For the Birds: What Birds Need

Tuesday, September 6, 2011

Spotted Towhee taking grub to nestling
Photo by Christine Southwick
By Christine Southwick

Birds have four basic needs to survive:
  • Food;
  • Water;
  • Safe spaces to hang out; and
  • Places to successfully raise their young.

Food is fairly easy to provide. Plant, or keep, native trees, especially evergreens—the bigger the better. Plant native fruiting trees and bushes. Dogwood, Crabapple, Hawthorne, Serviceberry, Snowberry, Twinberry, Elderberry, Nine Bark, Quince, berry crops, and even many of the maples are good sources of food. 

Many birds eat the bugs that come to the flowers, some even nibble the flower buds; eat the fruit once it is ripe; and find bugs in the leaf litter in the winter. 

Juvenile Hairy Woodpecker on dripper
Photo by Christine Southwick
Don’t use pesticides: you will kill or starve the bug-eating wildlife. Bird feeders with black-oil sunflower seeds, and suet feeders will make your yard even more inviting.

Water can be hard for birds to find during our dry August’s and our cold spells. Free running water is a great magnet, and can be as simple as a dripper into a garbage can lid, or as complex as a recycling stream. As long as standing water is changed once a week, there is no danger from mosquitoes. In the winter, invest in a birdbath heater to keep the water liquid and drinkable during freezing spells

Safe spaces to hang out can be provided by trees, bushes and shrubs of varying sizes and densities, and minimum amounts of grass. Birds have evolved by being able to locate food: some find it on branches, others on trunks. Some find it using trees and shrubs as launching posts-others find their food in the leaves and bark beneath trees and bushes.

Dead snag in park
Photo by Christine Southwick
Places to successfully raise their young can require a little more planning. 

Dead trees can provide more places for birds to raise their young than live trees. If you have a dead or dying tree, make it into a snag. Leaving logs and branches on the ground will provide hiding places for ground nesters. 

Placing nest boxes, with the correct sized holes for native species will benefit local birds, and bring you the wonder of watching babies grow and thrive. Leave a small, controlled area of blackberries, or add a brush pile in a back corner. Leave some tall grass or weeds from March until Labor Day.

And build an indoor-outdoor run for your cats — belling them isn’t enough — they hunt by stealth.

Give birds what they need, and they will come.


Christine Southwick will be a speaker at the upcoming Puget Sound Bird Fest in Edmonds on September 10, 2011. Her topic is "20 Birds You Wish Were in Your Yard," The entire event covers September 9-11, with more speakers, guided walks and field trips, exhibits, and kids activities. See the detailed schedule on the website.



1 comments:

Anonymous,  September 8, 2011 at 10:23 AM  

My neighbors think it's "cute" when their cat catches birds.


-- INSTRUCTIONS FOR THE TASK --
Below are some records. Pull every line that contains the word "America".

>>>>

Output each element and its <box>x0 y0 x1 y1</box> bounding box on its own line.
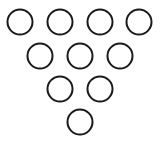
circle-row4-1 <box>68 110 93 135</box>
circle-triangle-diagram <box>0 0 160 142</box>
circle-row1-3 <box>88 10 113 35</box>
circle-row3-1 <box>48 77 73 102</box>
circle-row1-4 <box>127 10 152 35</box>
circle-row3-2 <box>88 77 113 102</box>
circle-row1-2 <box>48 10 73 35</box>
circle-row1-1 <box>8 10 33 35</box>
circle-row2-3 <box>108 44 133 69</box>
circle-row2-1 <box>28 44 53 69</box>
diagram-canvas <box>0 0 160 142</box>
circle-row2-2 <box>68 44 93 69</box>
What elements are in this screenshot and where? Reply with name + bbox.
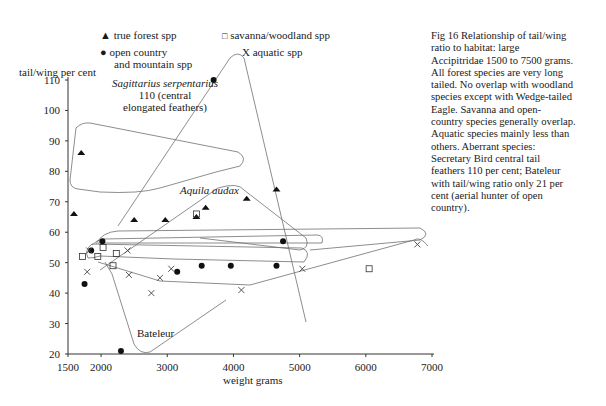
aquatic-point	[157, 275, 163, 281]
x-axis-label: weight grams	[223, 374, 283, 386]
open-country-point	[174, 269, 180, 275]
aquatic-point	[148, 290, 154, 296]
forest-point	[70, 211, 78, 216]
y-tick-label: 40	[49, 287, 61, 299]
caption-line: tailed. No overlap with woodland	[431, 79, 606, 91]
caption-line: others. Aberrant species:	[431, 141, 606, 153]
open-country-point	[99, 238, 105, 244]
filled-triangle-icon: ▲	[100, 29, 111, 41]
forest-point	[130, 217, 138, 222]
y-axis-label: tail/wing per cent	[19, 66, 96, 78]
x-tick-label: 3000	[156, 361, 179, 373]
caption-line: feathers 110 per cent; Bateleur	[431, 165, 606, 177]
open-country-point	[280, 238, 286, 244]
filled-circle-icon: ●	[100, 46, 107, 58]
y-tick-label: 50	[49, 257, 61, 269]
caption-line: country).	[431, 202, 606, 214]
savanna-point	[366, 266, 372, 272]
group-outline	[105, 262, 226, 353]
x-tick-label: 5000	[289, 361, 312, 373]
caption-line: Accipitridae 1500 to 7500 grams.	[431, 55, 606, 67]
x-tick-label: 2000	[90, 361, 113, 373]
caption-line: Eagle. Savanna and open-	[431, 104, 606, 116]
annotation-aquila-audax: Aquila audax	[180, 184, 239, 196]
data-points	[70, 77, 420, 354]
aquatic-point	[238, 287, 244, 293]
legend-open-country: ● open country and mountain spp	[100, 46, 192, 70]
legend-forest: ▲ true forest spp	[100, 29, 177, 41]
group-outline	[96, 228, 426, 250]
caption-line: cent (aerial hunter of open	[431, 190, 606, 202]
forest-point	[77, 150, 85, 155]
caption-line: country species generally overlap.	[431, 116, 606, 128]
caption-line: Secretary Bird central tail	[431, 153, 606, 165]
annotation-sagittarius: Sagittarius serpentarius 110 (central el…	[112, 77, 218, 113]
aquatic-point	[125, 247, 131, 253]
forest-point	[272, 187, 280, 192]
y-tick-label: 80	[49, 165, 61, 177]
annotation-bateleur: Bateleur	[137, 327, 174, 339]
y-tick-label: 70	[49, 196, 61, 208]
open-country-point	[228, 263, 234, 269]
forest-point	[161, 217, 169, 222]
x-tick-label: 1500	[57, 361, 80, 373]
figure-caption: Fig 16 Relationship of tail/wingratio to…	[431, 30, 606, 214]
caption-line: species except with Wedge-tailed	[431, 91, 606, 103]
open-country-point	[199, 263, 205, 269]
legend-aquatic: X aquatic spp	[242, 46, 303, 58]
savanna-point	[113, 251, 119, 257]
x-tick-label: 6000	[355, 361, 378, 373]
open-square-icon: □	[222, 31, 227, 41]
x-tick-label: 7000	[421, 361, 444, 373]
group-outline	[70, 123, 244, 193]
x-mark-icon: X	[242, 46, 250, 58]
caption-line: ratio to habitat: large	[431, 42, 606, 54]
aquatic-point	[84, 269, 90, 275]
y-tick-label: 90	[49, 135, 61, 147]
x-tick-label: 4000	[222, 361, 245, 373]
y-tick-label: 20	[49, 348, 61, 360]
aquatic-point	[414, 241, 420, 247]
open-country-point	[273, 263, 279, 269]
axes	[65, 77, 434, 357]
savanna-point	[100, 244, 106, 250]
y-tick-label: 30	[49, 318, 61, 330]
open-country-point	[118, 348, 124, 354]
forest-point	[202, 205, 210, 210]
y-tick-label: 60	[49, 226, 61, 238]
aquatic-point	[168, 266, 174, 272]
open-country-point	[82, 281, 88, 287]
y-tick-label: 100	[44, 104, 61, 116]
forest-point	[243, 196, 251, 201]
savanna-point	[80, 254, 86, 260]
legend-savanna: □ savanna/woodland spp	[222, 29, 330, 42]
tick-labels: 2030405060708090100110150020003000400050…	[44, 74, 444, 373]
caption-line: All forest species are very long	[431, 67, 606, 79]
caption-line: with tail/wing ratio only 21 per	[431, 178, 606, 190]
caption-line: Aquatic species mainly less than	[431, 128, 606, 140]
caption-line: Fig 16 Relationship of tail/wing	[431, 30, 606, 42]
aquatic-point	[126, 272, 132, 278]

<<<<
>>>>

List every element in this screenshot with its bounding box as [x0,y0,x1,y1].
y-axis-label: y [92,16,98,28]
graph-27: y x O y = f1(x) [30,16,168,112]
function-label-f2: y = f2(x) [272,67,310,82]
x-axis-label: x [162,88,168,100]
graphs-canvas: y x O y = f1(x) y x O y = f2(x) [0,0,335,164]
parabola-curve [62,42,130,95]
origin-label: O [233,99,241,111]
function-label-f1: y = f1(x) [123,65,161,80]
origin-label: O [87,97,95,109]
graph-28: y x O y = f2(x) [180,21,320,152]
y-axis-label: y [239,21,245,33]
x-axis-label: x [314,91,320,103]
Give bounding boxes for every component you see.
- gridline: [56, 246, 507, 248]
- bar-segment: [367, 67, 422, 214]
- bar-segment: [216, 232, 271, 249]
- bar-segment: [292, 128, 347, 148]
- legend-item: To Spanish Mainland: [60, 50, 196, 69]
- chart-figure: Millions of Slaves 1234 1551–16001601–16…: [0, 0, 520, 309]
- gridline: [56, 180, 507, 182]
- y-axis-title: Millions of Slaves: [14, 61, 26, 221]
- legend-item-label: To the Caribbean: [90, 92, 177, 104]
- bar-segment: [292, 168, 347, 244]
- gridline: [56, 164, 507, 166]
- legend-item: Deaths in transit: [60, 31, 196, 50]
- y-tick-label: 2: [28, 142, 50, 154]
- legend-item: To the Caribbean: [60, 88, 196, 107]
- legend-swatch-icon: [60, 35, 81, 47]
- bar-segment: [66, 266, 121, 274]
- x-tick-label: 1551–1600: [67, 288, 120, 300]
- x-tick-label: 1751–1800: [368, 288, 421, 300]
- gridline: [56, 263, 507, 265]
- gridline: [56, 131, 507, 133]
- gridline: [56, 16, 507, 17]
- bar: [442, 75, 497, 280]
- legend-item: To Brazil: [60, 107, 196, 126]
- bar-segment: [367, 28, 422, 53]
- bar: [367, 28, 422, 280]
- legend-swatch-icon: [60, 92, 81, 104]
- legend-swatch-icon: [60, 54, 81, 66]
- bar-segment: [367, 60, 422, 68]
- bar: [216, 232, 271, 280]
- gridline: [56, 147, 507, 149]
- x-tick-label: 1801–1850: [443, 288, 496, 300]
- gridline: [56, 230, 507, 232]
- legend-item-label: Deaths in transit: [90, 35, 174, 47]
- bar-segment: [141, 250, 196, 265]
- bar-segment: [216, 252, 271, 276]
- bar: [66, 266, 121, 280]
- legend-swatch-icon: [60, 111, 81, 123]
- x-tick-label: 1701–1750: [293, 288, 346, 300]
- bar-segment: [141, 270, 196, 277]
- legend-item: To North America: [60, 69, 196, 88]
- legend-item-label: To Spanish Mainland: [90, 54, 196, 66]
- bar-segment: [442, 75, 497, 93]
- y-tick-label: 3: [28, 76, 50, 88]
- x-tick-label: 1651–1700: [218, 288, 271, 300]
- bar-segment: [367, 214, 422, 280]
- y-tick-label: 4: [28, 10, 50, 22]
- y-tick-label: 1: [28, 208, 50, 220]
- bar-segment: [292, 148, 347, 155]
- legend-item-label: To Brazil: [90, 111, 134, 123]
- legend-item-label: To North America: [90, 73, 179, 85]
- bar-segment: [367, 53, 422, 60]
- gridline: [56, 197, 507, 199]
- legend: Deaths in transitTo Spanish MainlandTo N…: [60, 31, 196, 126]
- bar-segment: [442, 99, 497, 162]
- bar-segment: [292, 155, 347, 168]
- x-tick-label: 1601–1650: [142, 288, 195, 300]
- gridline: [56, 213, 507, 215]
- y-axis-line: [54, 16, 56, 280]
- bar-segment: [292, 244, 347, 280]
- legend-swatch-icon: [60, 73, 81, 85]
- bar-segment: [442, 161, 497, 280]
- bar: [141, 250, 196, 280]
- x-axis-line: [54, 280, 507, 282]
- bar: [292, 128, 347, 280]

<<<<

-- WRITTEN RESPONSE --
- legend-item: To North America: [60, 69, 196, 88]
- legend-item-label: To North America: [90, 73, 179, 85]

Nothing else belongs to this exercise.